### PROBLEM DESCRIPTION
From the first line to the last, print the material exactly, skipping the pictures.

### EXERCISE INPUTS
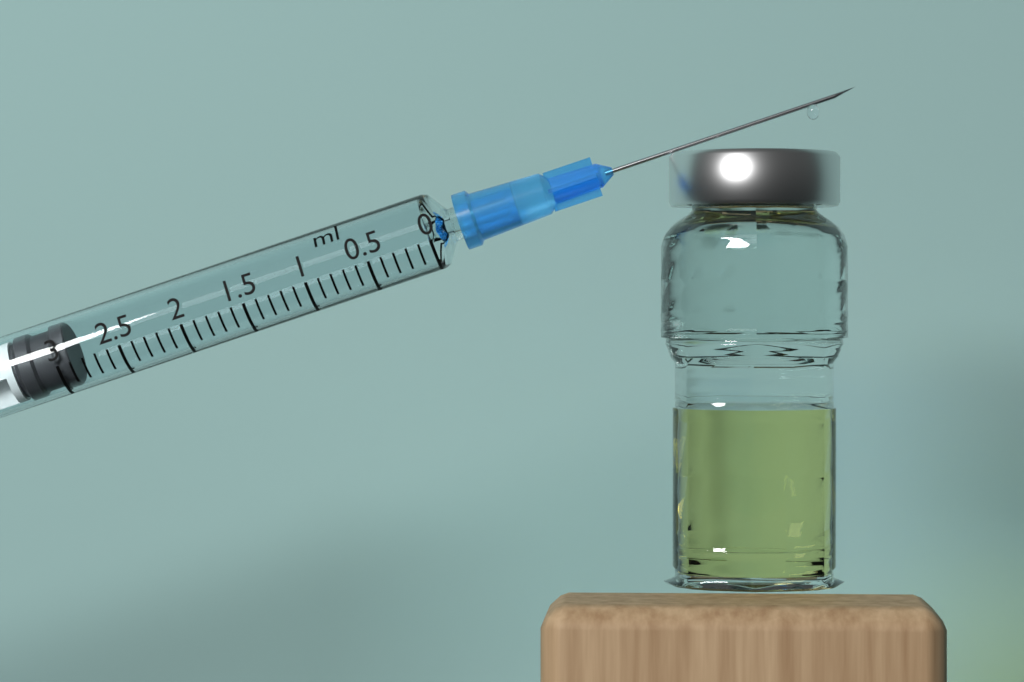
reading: 2.9 ml
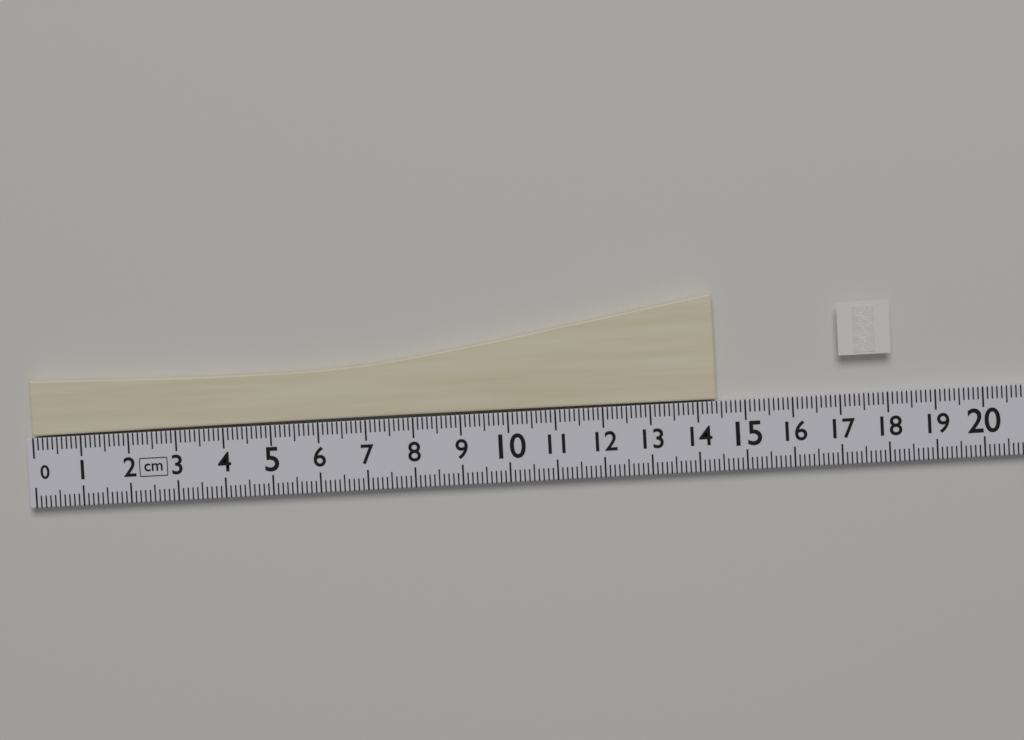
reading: 14.4 cm
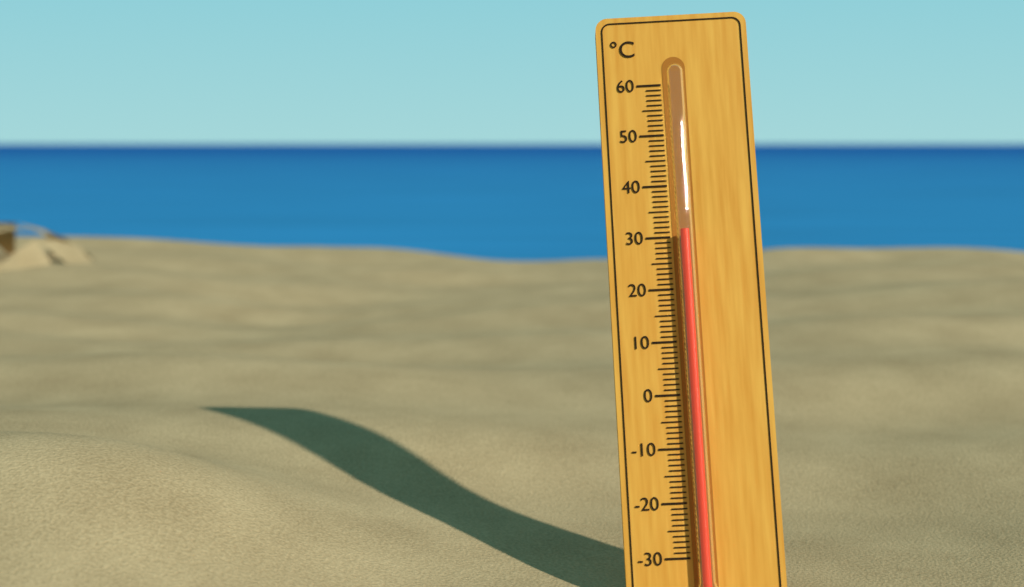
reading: 31 °C
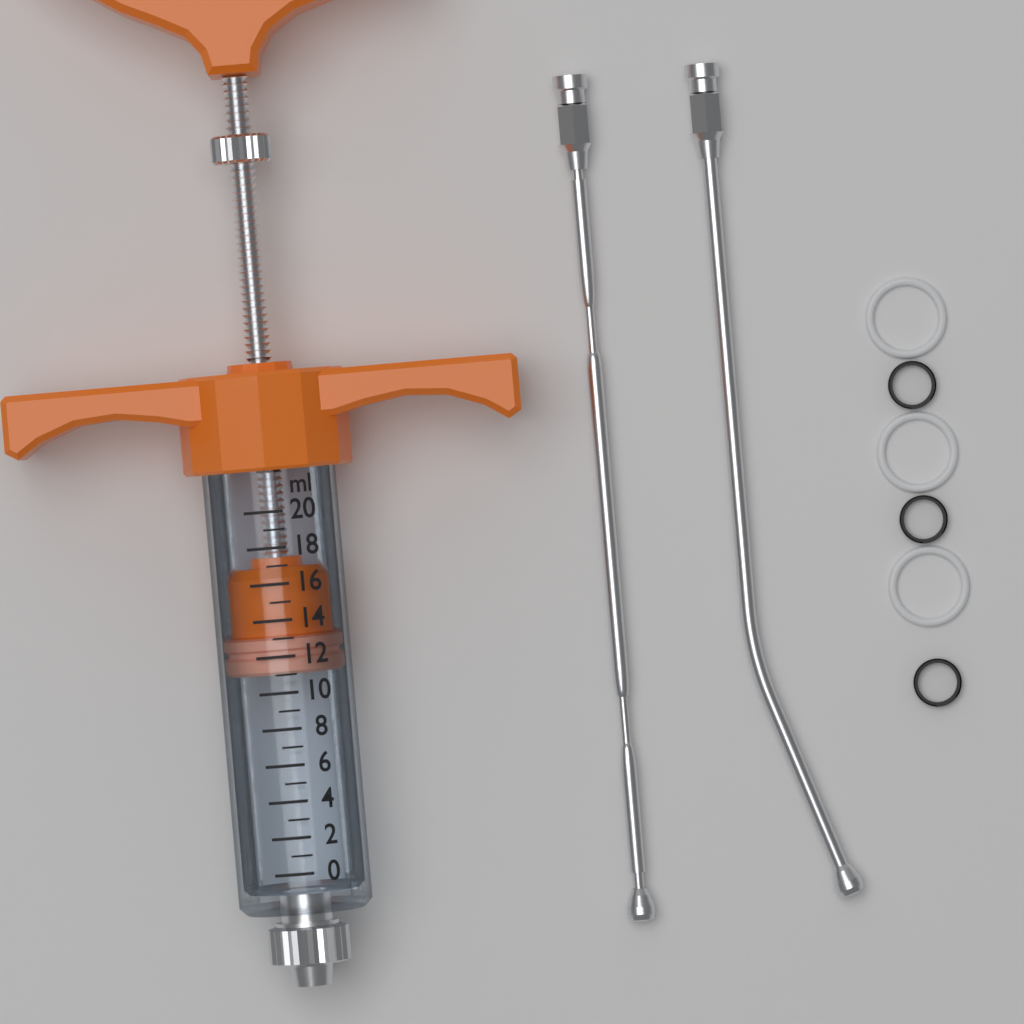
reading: 11 ml
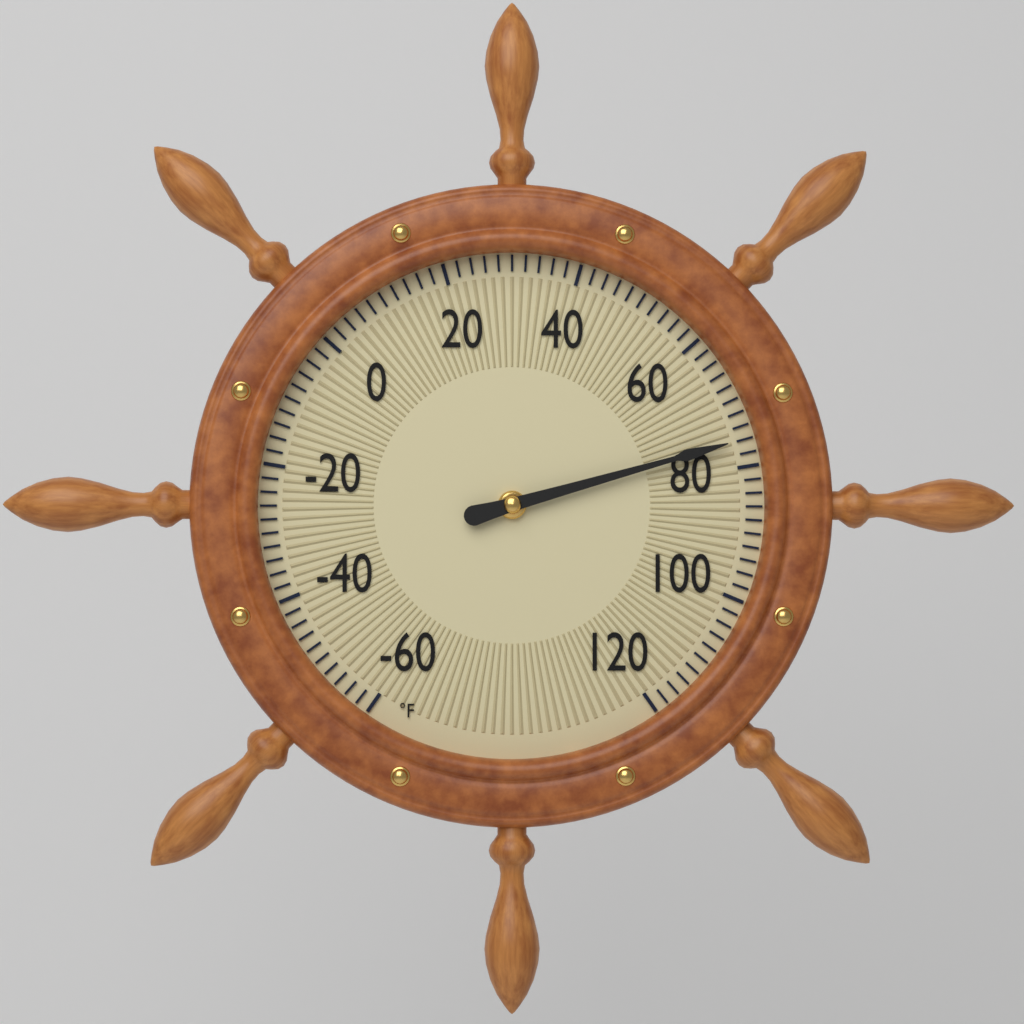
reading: 76 °F
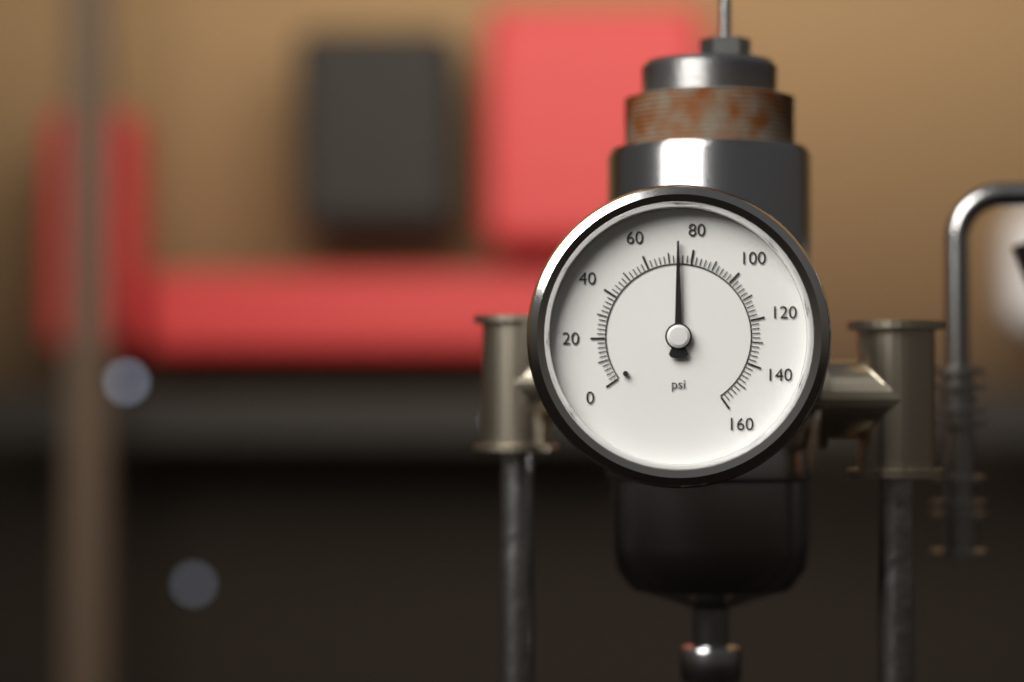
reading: 74 psi
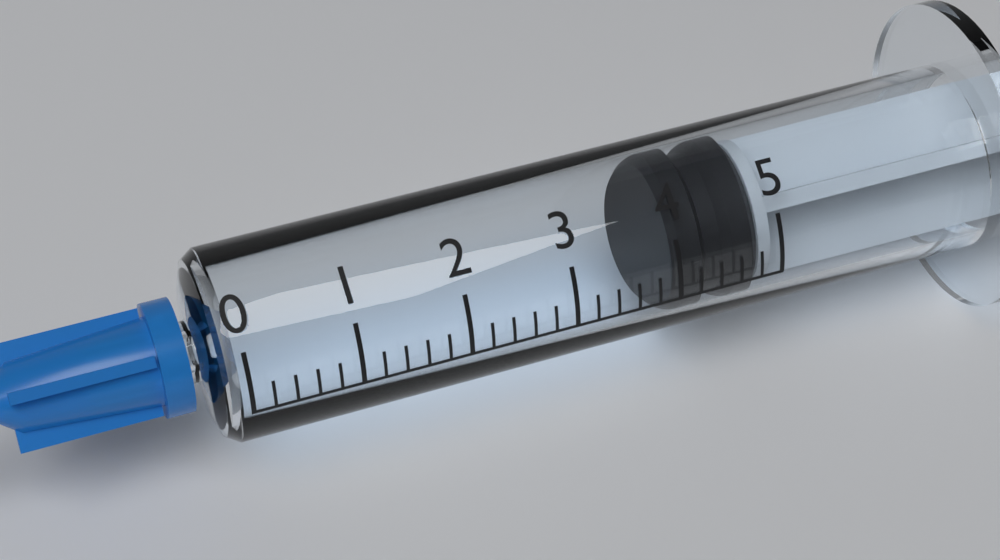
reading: 4.0 (no unit)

### ANSWER FOR THIS EXERCISE
reading: 2.9 ml
reading: 14.4 cm
reading: 31 °C
reading: 11 ml
reading: 76 °F
reading: 74 psi
reading: 4.0 (no unit)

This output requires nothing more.